Very interesting back story to the feet nailing. I just cannot imagine the pain of having each of your feet nailed separately.
Further to this, yes, it is hard to truly encompass the incredible pain of having big iron spikes driven through each of your wrists and feet, one by one, with each of those nails requiring maybe a dozen blows of a heavy hammer. So it's not just a sudden piercing of your flesh; each blow sends the rough edges of a square nail rasping through muscle, tendon, bone and nerves, and hammering just one of those nails into place might take a minute or so from start to finish.
Before Sabina was a crucifixion victim, she was part of the crowd at many crucifixions, shouting along with the rest because that's what you did when you watched a crucifixion. Here's what she said in recounting the crucifixion of a man:
He continued to plead and became hysterical when Antius pressed the point of a nail against his wrist and raised his hammer. His babbling was cut off with an agonized scream as the first blow of the hammer fell. Verina and I laughed out loud at the ridiculous way his cock flopped from side to side as his body jerked following each blow of the hammer, like the shock of the hammer would travel down his body and come out there. It was so funny to watch!
And later in her prison cell on the day before her crucifixion, Sabina talks with Salonina about nailing. She doesn't really want Salonina to know that she's been going to watch crucifixions and so knows how they go.
“Now Sabina, the executioner will want to drive that first nail quickly. He’ll try to drive it straight through and into the wood with the first blow to pin your wrist to the crosspiece. If he gets it right, his helpers don’t have to hold your left arm any longer. With them out of the way, he’s free to take bigger swings with his hammer.”
“And… if he doesn’t get it right?”
“Then he has to hit it again, but if it’s already halfway through your wrist, and you’re struggling, he’ll have to shorten his swing to be sure he hits it. Every one of those hammer blows hurts.”
“I- I know,” Sabina said. I’ve seen the way they all scream, every time… each time the hammer comes down. How the shock… it makes their whole body jump, like… like you can see the pain like a wave, going right down their body, all the way to their toes!”
Then when her wrists are being nailed, Sabina describes what she is feeling:
The hammer seemed to hang high above me for a long time, then come down in slow motion. My eyes followed its arc until it hit the head of the spike. An instant later I felt the shock and stabbing pain as the point of the nail grated between the bones of my wrist. I heard someone scream and realized that it was coming from my own throat. I was twisting and writhing in agony underneath Ajax, who was on top of me. The hammer came down again and again, driving the spike deeper into the timber, rough iron grating against bone, wedging the bones in my wrist apart, sinews snapping.
And finally, as her feet are being nailed the agony is even worse because the shock of the hammer blows travels through the timber and vibrates the nails in her wounded wrists.
As I had when my wrists were nailed, I felt the shank of the spike grating between the bones of my foot, forcing them apart. The cross trembled with each blow as the executioner continued to hammer the spike deeper into the timber. The shock traveled through the wood and nails, vibrating the iron between the bones inside my wrists, creating a horrible new agony.
I have no way of knowing whether or not a victim would notice that added pain in her wrists but I think it's a possibility.
One other point I'd mention is that in all of man's history up until the late 19th century or so, there was an expectation and acceptance of severe, maybe excruciating pain. Teeth were extracted, broken bones set, wounds cleaned and sewn up, limbs amputated, and surgery performed all without anesthetic. This being the norm, perhaps punishments that were no worse than the norm wouldn't have the same impact on the onlookers and thus would not serve their purpose as a deterrent to criminals.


> _EXERCISE DETAILS_
Give the number of lines in the following entries that contain the word "Image", with nothing added.

> _DATASET_
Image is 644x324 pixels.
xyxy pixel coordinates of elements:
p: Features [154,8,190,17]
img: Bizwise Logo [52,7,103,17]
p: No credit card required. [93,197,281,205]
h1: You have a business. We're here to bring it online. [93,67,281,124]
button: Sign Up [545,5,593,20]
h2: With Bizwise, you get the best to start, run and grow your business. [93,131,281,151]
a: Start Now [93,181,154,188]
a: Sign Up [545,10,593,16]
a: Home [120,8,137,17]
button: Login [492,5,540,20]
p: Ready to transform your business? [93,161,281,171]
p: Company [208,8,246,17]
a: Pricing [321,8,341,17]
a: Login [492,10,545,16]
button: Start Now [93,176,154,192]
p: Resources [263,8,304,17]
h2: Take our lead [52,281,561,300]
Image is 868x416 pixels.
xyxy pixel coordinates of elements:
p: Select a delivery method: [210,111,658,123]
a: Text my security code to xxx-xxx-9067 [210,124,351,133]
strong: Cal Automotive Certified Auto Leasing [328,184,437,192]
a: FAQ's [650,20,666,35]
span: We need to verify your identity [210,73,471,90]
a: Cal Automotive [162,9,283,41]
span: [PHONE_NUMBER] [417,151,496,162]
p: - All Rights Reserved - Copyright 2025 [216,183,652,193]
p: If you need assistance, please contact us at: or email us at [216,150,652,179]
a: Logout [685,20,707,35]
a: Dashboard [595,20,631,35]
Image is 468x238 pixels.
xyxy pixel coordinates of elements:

* * *

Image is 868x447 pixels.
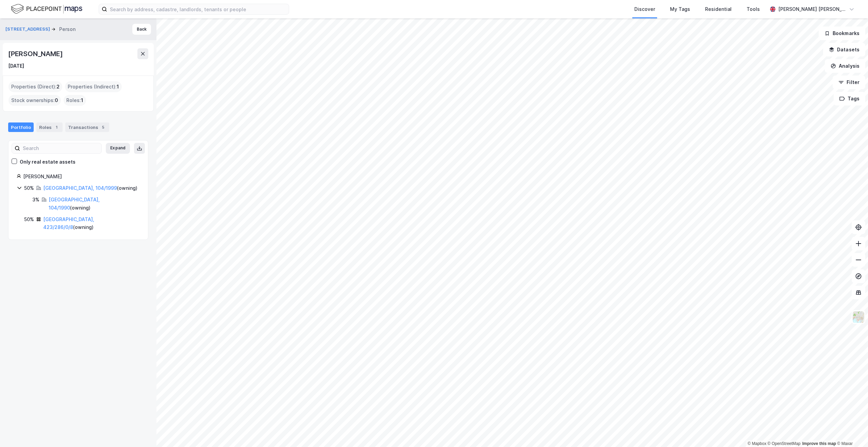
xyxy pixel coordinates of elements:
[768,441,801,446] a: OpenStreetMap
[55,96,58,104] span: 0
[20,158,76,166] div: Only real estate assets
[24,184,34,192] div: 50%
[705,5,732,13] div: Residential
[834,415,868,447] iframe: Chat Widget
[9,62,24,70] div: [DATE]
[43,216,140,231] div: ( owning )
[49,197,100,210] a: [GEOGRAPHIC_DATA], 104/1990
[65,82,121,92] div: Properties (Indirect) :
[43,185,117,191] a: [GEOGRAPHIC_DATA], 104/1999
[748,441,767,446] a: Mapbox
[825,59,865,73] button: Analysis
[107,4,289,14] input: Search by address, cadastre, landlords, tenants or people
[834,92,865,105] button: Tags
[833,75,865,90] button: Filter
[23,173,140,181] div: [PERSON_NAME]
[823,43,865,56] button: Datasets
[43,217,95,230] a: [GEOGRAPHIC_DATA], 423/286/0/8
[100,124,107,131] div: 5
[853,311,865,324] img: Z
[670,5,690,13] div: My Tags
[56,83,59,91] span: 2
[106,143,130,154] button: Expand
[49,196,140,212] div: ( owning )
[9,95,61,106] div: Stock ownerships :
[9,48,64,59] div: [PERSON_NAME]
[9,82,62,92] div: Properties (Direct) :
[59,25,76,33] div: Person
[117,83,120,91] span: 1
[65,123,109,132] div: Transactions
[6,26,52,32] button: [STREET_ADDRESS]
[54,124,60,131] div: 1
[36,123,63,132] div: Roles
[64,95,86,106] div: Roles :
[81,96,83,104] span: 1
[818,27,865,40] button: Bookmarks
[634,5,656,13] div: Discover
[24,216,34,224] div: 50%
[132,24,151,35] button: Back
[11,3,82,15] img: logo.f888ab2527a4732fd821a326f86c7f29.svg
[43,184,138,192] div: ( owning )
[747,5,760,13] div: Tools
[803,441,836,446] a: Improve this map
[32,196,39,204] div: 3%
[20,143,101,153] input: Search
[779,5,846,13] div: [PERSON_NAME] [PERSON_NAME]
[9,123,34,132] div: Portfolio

> _ANSWER SPACE_
4